By Jim Hoagland
Islam Karimov's harsh and pervasive repression of political
dissent has made Uzbekistan a pariah state for more than a decade. Even
in the rough neighborhood of the former Soviet republics of Central
Asia, the Uzbek president's crackdown on Islamic moderates and fanatics
alike has seemed extreme.
This is Uzbekistan, described in the laconic prose of the State
Department's admirably honest annual report on human rights, released
earlier this month:
"On October 16, in Tashkent, police arrested two brothers,
Ravshon and Rasul Haitov, on suspicion" of belonging to Hizb
ut-Tahrir, an outlawed fundamentalist organization. "On October 17,
police returned the body of Ravshon Haitov to his family, which showed
clear signs of torture; authorities informed the family he had died of a
heart attack. His brother Rasul was beaten so severely that he became an
invalid."
The report notes several dozen reported cases like this in Uzbekistan
last year. It also notes that a police investigation into the handling
of the Haitov case was opened, at least in name.
Uzbekistan's failure to move out of the Soviet era and toward modern
democracy and free markets was for 10 years a peripheral matter for U.S.
foreign policy. Now that failure is one of the most urgent items on the
Bush administration's agenda, for three overlapping reasons:
Uzbek Muslim warriors are almost certainly helping command and fight
in al Qaeda's bitter-end resistance against the current U.S. offensive
in eastern Afghanistan. The leaders of the Islamic Movement of
Uzbekistan (IMU) played key roles in promoting the rule of the Taliban
and al Qaeda in Afghanistan. They helped found and run the terror camps
there and propagate Osama bin Laden's nihilistic and savage version of
jihad. Karimov's most dangerous enemies are George W. Bush's enemies as
well.
Karimov will arrive at the White House tomorrow to be honored by Bush
for his quick decision to let U.S. planes use Uzbek air bases in the war
on terrorism. Karimov will use this rare high-profile welcome to seek
U.S. help in what he will describe as a fresh political and economic
start. Karimov has earned a hearing from the administration and the
American public. But that hearing must nonetheless be skeptical -- and
conditioned on the Uzbek's political actions at home matching his words
in Washington.
Uzbekistan and Central Asia will help establish -- for better or
worse -- a new balance between U.S. support for human rights abroad and
the price local regimes demand for help in prosecuting the war on
terrorism.
In the wake of Sept. 11, many have assumed that human rights would be
subordinated to the war on terror and would lose any meaningful role in
U.S. foreign policy. It is just possible that it will work the other way
-- that the expanding American presence in Central Asia, the Caucasus
and Africa will push repressive governments in more moderate directions.
That case is made articulately by Karimov's deputy foreign minister
and special envoy, Sodyq Safaev, who said in Washington last week that
his government has just given legal recognition to Uzbekistan's first
human rights organization in Tashkent. This is part of a modernization
drive that will include Uzbekistan's currency becoming convertible this
July, Safaev said.
"Our problem has been the nonpresence of the United States. We
needed practical steps of cooperation as well as lectures to enable us
to move forward," Safaev said of the period of isolation and
turmoil that began when Boris Yeltsin cast Central Asia adrift by
abruptly dissolving the Soviet Union in 1991.
Similar arguments, of course, were used throughout the Cold War to
justify U.S. aid and short-term fixes that turned around to bite
Americans. An example of the latter is detailed in Ahmed Rashid's
illuminating new book on Central Asia titled "Jihad." It says
the CIA helped draw Uzbeks and other Asian Muslims into its anti-Soviet
war in Afghanistan -- and was therefore present at the creation of the
al Qaeda-IMU terror nexus.
But even in the Cold War, when U.S. financial and security support
was at times lavished on murderers and thieves who possessed only
disdain for democracy, the argument contained this paradoxical truth:
The arrival of American troops, bureaucrats and/or politicians brought a
new concern and visibility for human rights and reform locally, even if
it was only to record their absence.
Sept. 11 and the war on terrorism do not bring an end to the human
rights era or, conversely, automatic progress in Uzbekistan or
elsewhere. The Bush administration will have to resist such blanket
judgments and sort out, nation by nation, those who would use American
involvement to move ahead or simply to cling to power.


### [Problem to solve]
Where a line of the material contains the string "have", copy that line.
++++++++
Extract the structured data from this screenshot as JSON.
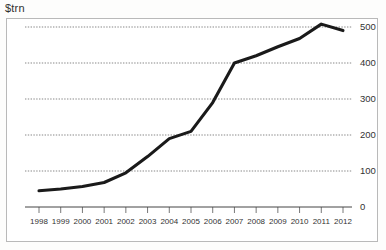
{
  "chart_data": {
    "type": "line",
    "title": "$trn",
    "xlabel": "",
    "ylabel": "$trn",
    "categories": [
      "1998",
      "1999",
      "2000",
      "2001",
      "2002",
      "2003",
      "2004",
      "2005",
      "2006",
      "2007",
      "2008",
      "2009",
      "2010",
      "2011",
      "2012"
    ],
    "x": [
      1998,
      1999,
      2000,
      2001,
      2002,
      2003,
      2004,
      2005,
      2006,
      2007,
      2008,
      2009,
      2010,
      2011,
      2012
    ],
    "values": [
      45,
      50,
      57,
      68,
      95,
      140,
      190,
      210,
      290,
      400,
      420,
      445,
      468,
      508,
      490
    ],
    "series": [
      {
        "name": "$trn",
        "values": [
          45,
          50,
          57,
          68,
          95,
          140,
          190,
          210,
          290,
          400,
          420,
          445,
          468,
          508,
          490
        ]
      }
    ],
    "ylim": [
      0,
      560
    ],
    "yticks": [
      0,
      100,
      200,
      300,
      400,
      500
    ],
    "ytick_labels": [
      "0",
      "100",
      "200",
      "300",
      "400",
      "500"
    ],
    "xtick_labels": [
      "1998",
      "1999",
      "2000",
      "2001",
      "2002",
      "2003",
      "2004",
      "2005",
      "2006",
      "2007",
      "2008",
      "2009",
      "2010",
      "2011",
      "2012"
    ],
    "grid": true,
    "grid_axis": "y",
    "legend": false,
    "legend_position": "none",
    "y_axis_side": "right",
    "line_color": "#1a1a1a",
    "grid_color": "#555555",
    "frame_color": "#b9b9b9",
    "background_color": "#ffffff"
  }
}
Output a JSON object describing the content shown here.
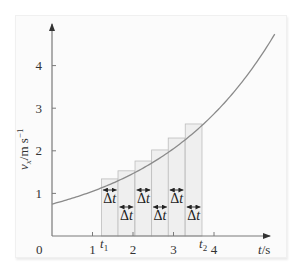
{
  "chart_data": {
    "type": "area",
    "title": "",
    "xlabel": "t/s",
    "ylabel": "v_x/m s^-1",
    "xlim": [
      0,
      5.5
    ],
    "ylim": [
      0,
      4.8
    ],
    "x_ticks": [
      1,
      2,
      3,
      4
    ],
    "y_ticks": [
      1,
      2,
      3,
      4
    ],
    "origin_label": "0",
    "grid": false,
    "curve": {
      "name": "v_x(t)",
      "description": "exponentially increasing velocity",
      "x": [
        0,
        0.5,
        1,
        1.5,
        2,
        2.5,
        3,
        3.5,
        4,
        4.5,
        5,
        5.5
      ],
      "y": [
        0.75,
        0.89,
        1.05,
        1.24,
        1.47,
        1.74,
        2.05,
        2.43,
        2.87,
        3.4,
        4.01,
        4.74
      ]
    },
    "rectangles": {
      "description": "six strips of width Δt between t1 and t2 (upper Riemann sum)",
      "t1": 1.22,
      "t2": 3.7,
      "delta_t": 0.413,
      "left_edges": [
        1.22,
        1.63,
        2.05,
        2.46,
        2.87,
        3.29
      ],
      "heights": [
        1.34,
        1.53,
        1.76,
        2.02,
        2.3,
        2.63
      ],
      "strip_label": "Δt"
    },
    "annotations": [
      "t1",
      "t2"
    ]
  },
  "labels": {
    "origin": "0",
    "x_ticks": [
      "1",
      "2",
      "3",
      "4"
    ],
    "y_ticks": [
      "1",
      "2",
      "3",
      "4"
    ],
    "t1_main": "t",
    "t1_sub": "1",
    "t2_main": "t",
    "t2_sub": "2",
    "xlabel_var": "t",
    "xlabel_unit": "/s",
    "ylabel_var": "v",
    "ylabel_sub": "x",
    "ylabel_unit": "/m s",
    "ylabel_exp": "−1",
    "dt": "Δt"
  },
  "colors": {
    "curve": "#8a8a8a",
    "axis": "#7a7a7a",
    "bar_fill": "#efefef",
    "bar_stroke": "#bdbdbd"
  }
}
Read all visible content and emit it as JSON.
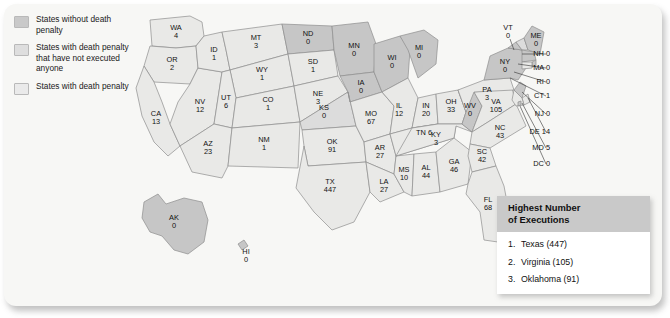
{
  "legend": {
    "items": [
      {
        "key": "none",
        "label": "States without death penalty",
        "color": "#c6c6c6"
      },
      {
        "key": "notexec",
        "label": "States with death penalty that have not executed anyone",
        "color": "#dcdcdc"
      },
      {
        "key": "dp",
        "label": "States with death penalty",
        "color": "#e9e9e7"
      }
    ]
  },
  "infobox": {
    "title_line1": "Highest Number",
    "title_line2": "of Executions",
    "entries": [
      {
        "rank": "1.",
        "text": "Texas (447)"
      },
      {
        "rank": "2.",
        "text": "Virginia (105)"
      },
      {
        "rank": "3.",
        "text": "Oklahoma (91)"
      }
    ]
  },
  "chart_data": {
    "type": "map",
    "value_label": "Number of executions",
    "categories": [
      "States without death penalty",
      "States with death penalty that have not executed anyone",
      "States with death penalty"
    ],
    "states": [
      {
        "abbr": "WA",
        "value": 4,
        "category": "dp"
      },
      {
        "abbr": "OR",
        "value": 2,
        "category": "dp"
      },
      {
        "abbr": "CA",
        "value": 13,
        "category": "dp"
      },
      {
        "abbr": "NV",
        "value": 12,
        "category": "dp"
      },
      {
        "abbr": "ID",
        "value": 1,
        "category": "dp"
      },
      {
        "abbr": "MT",
        "value": 3,
        "category": "dp"
      },
      {
        "abbr": "WY",
        "value": 1,
        "category": "dp"
      },
      {
        "abbr": "UT",
        "value": 6,
        "category": "dp"
      },
      {
        "abbr": "AZ",
        "value": 23,
        "category": "dp"
      },
      {
        "abbr": "NM",
        "value": 1,
        "category": "dp"
      },
      {
        "abbr": "CO",
        "value": 1,
        "category": "dp"
      },
      {
        "abbr": "ND",
        "value": 0,
        "category": "none"
      },
      {
        "abbr": "SD",
        "value": 1,
        "category": "dp"
      },
      {
        "abbr": "NE",
        "value": 3,
        "category": "dp"
      },
      {
        "abbr": "KS",
        "value": 0,
        "category": "notexec"
      },
      {
        "abbr": "OK",
        "value": 91,
        "category": "dp"
      },
      {
        "abbr": "TX",
        "value": 447,
        "category": "dp"
      },
      {
        "abbr": "MN",
        "value": 0,
        "category": "none"
      },
      {
        "abbr": "IA",
        "value": 0,
        "category": "none"
      },
      {
        "abbr": "MO",
        "value": 67,
        "category": "dp"
      },
      {
        "abbr": "AR",
        "value": 27,
        "category": "dp"
      },
      {
        "abbr": "LA",
        "value": 27,
        "category": "dp"
      },
      {
        "abbr": "WI",
        "value": 0,
        "category": "none"
      },
      {
        "abbr": "IL",
        "value": 12,
        "category": "dp"
      },
      {
        "abbr": "MS",
        "value": 10,
        "category": "dp"
      },
      {
        "abbr": "MI",
        "value": 0,
        "category": "none"
      },
      {
        "abbr": "IN",
        "value": 20,
        "category": "dp"
      },
      {
        "abbr": "TN",
        "value": 6,
        "category": "dp"
      },
      {
        "abbr": "AL",
        "value": 44,
        "category": "dp"
      },
      {
        "abbr": "OH",
        "value": 33,
        "category": "dp"
      },
      {
        "abbr": "KY",
        "value": 3,
        "category": "dp"
      },
      {
        "abbr": "GA",
        "value": 46,
        "category": "dp"
      },
      {
        "abbr": "WV",
        "value": 0,
        "category": "none"
      },
      {
        "abbr": "VA",
        "value": 105,
        "category": "dp"
      },
      {
        "abbr": "NC",
        "value": 43,
        "category": "dp"
      },
      {
        "abbr": "SC",
        "value": 42,
        "category": "dp"
      },
      {
        "abbr": "FL",
        "value": 68,
        "category": "dp"
      },
      {
        "abbr": "PA",
        "value": 3,
        "category": "dp"
      },
      {
        "abbr": "NY",
        "value": 0,
        "category": "none"
      },
      {
        "abbr": "VT",
        "value": 0,
        "category": "none"
      },
      {
        "abbr": "ME",
        "value": 0,
        "category": "none"
      },
      {
        "abbr": "NH",
        "value": 0,
        "category": "notexec"
      },
      {
        "abbr": "MA",
        "value": 0,
        "category": "none"
      },
      {
        "abbr": "RI",
        "value": 0,
        "category": "none"
      },
      {
        "abbr": "CT",
        "value": 1,
        "category": "dp"
      },
      {
        "abbr": "NJ",
        "value": 0,
        "category": "none"
      },
      {
        "abbr": "DE",
        "value": 14,
        "category": "dp"
      },
      {
        "abbr": "MD",
        "value": 5,
        "category": "dp"
      },
      {
        "abbr": "DC",
        "value": 0,
        "category": "none"
      },
      {
        "abbr": "AK",
        "value": 0,
        "category": "none"
      },
      {
        "abbr": "HI",
        "value": 0,
        "category": "none"
      }
    ],
    "labels": {
      "WA": "WA\n4",
      "OR": "OR\n2",
      "CA": "CA\n13",
      "NV": "NV\n12",
      "ID": "ID\n1",
      "MT": "MT\n3",
      "WY": "WY\n1",
      "UT": "UT\n6",
      "AZ": "AZ\n23",
      "NM": "NM\n1",
      "CO": "CO\n1",
      "ND": "ND\n0",
      "SD": "SD\n1",
      "NE": "NE\n3",
      "KS": "KS\n0",
      "OK": "OK\n91",
      "TX": "TX\n447",
      "MN": "MN\n0",
      "IA": "IA\n0",
      "MO": "MO\n67",
      "AR": "AR\n27",
      "LA": "LA\n27",
      "WI": "WI\n0",
      "IL": "IL\n12",
      "MS": "MS\n10",
      "MI": "MI\n0",
      "IN": "IN\n20",
      "TN": "TN 6",
      "AL": "AL\n44",
      "OH": "OH\n33",
      "KY": "KY\n3",
      "GA": "GA\n46",
      "WV": "WV\n0",
      "VA": "VA\n105",
      "NC": "NC\n43",
      "SC": "SC\n42",
      "FL": "FL\n68",
      "PA": "PA\n3",
      "NY": "NY\n0",
      "VT": "VT\n0",
      "ME": "ME\n0",
      "NH": "NH 0",
      "MA": "MA 0",
      "RI": "RI 0",
      "CT": "CT 1",
      "NJ": "NJ 0",
      "DE": "DE 14",
      "MD": "MD 5",
      "DC": "DC 0",
      "AK": "AK\n0",
      "HI": "HI\n0"
    }
  }
}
++++++++
### [Your solution]
        "label": "States with death penalty that have not executed anyone",
      "States with death penalty that have not executed anyone",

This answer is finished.